The limestones above the gypsiferous shale are interbedded with thick sandstones, a foretaste of the oncoming of Marehan conditions. Two localities yielded collections, and these may be at equivalent horizons. The westernmost (5346) yielded—- Camptonectes cf. virdunensis (Bum). Astarte ovata W. Smith, Gryphea sp., Ceromya excentrica (Roem.), Modiolus subangustissimus Dacq., AmpuIella sp., Harpagodes sp.

In addition there were ‘several brachiopods including a new Terebratula (see below), not yet investigated. The beds directly beneath the presumed Marehan sandstone equivalent (5347) provided—

Anomia sp., Brachydontes subpectinams d’Orb., Modioius (Inoperna) perplicata (Etal.), ? Opis michelinea Buv., Terebratula (Lophrothyris) subsella Leym.

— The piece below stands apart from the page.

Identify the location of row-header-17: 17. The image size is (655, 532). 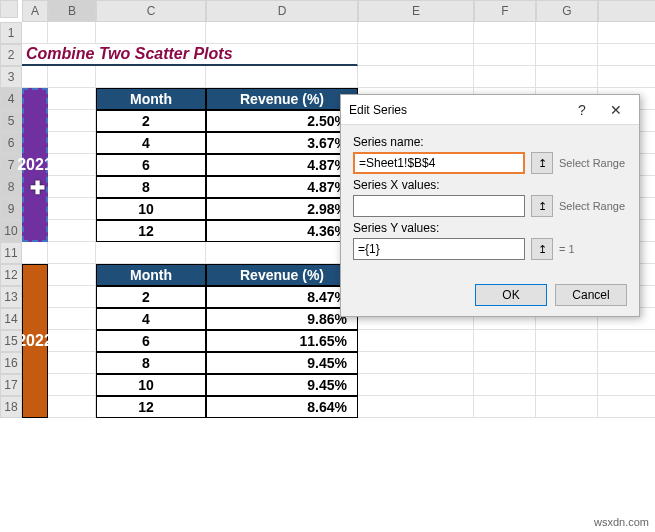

An inlier of beds of similar date occurs 70 miles to the SSE. at Hafura in the Hegala Hills, on the Somaliland frontier (localities 5351, 5352 and 5353). This yielded a few molluscs (Plagiortoma cf. sublwviuscula and Phaladomya), Ornithellids of Upper Jurassic/ Lower Cretaceous aspect, and a number of specimens of a new Terebratula characterized by coarse punctation and very marked growth-halt stages. Professor Douglas comments as follows:— ‘So far I have found nothing like it in the Jurassic except Cheniothyris of Buckman from the Lower Oolites (Pal. Indica, New Ser. Vol. III, Mem 2. Brachio- pods of the Namyau Beds, Burma. Pl. XXI, Figs. 23—26). There is however a variety of Terebratula carteroni d’Orb figured by Pictet from the Valanginian to which it bears a striking resemblance. (See Pal. Suisse, Fossiles du Terrain Cretace des Environs de Sainte-Croix. Pl. CCI, Fig. 4anc). In addition to these stepped forms are a number of others which at first I referred to T. subsella (see note on 5345) but they agree equally well with figures of T. carteroni. They are all much smaller than the specimens of T. subsella from the Kimmeridge.’

There is thus a possibility that these highest .beds are post-Kimmeridge, and they might be as late as Lower Cretaceous."